Brow Beat

Playboy Puts Brett Ratner–Produced Projects on Hold, Calls Behavior “Completely Unacceptable”

Producer Brett Ratner and actor Jared Leto attend the American Playboy: The Hugh Hefner Story premiere event at the Playboy Mansion on April 4.

Charley Gallay/Getty Images for Amazon

Playboy Enterprises has put all of its projects with Brett Ratner’s production company on hold in light of sexual harassment allegations against the director-producer, according to the Wrap.

A Playboy spokesperson issued a statement: “We are deeply troubled to learn about the accusations against Brett Ratner. We find this kind of behavior completely unacceptable. We are putting all further development of our projects with RatPac Entertainment on hold until we are able to review the situation further.”

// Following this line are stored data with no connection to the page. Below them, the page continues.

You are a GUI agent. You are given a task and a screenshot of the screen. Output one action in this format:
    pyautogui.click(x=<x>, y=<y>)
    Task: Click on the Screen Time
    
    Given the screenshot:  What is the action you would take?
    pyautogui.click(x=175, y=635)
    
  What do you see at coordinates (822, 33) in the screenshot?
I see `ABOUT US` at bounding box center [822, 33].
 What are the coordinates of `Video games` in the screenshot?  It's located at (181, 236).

In a Los Angeles Times story on Wednesday, six women accused Ratner of misconduct ranging from unwanted sexual advances to sexual assault. Ratner’s attorney “categorially” disputed the women’s accounts to the Times.

One of the projects with Playboy Enterprises was a Ratner-directed biopic about Playboy founder Hugh Hefner, who died in September; Hollywood trade papers reported earlier this month that Jared Leto was attached to star as Hefner, but Leto’s representatives said today he never intended to play the role, “nor will he be working with [Ratner] in the future.”

Ratner has been planning the biopic since at least 2007 and owns the rights to Hefner’s life. He is also developing a reboot of Hefner’s late 1960s show Playboy After Dark.

In a guest column for the Hollywood Reporter shortly after Hefner’s death, Ratner remembered him as a “friend.” He wrote:

I admired him differently at different times. When I was a kid, he was the embodiment of everything I wanted but seemed hopelessly out of reach: beautiful women, a kingly mansion, a bunny-emblazoned DC-9. He smoked a pipe and wore pajamas, both day and night. So did my uncle Mario, but he was a doctor and unfortunately wasn’t dating Barbie Benton.

Hefner, of course, had his own complicated relationship with women, and his death at age 91 sparked debate about whether he should be remembered as a hero of female sexual liberation or as someone who built a career from objectifying and exploiting women.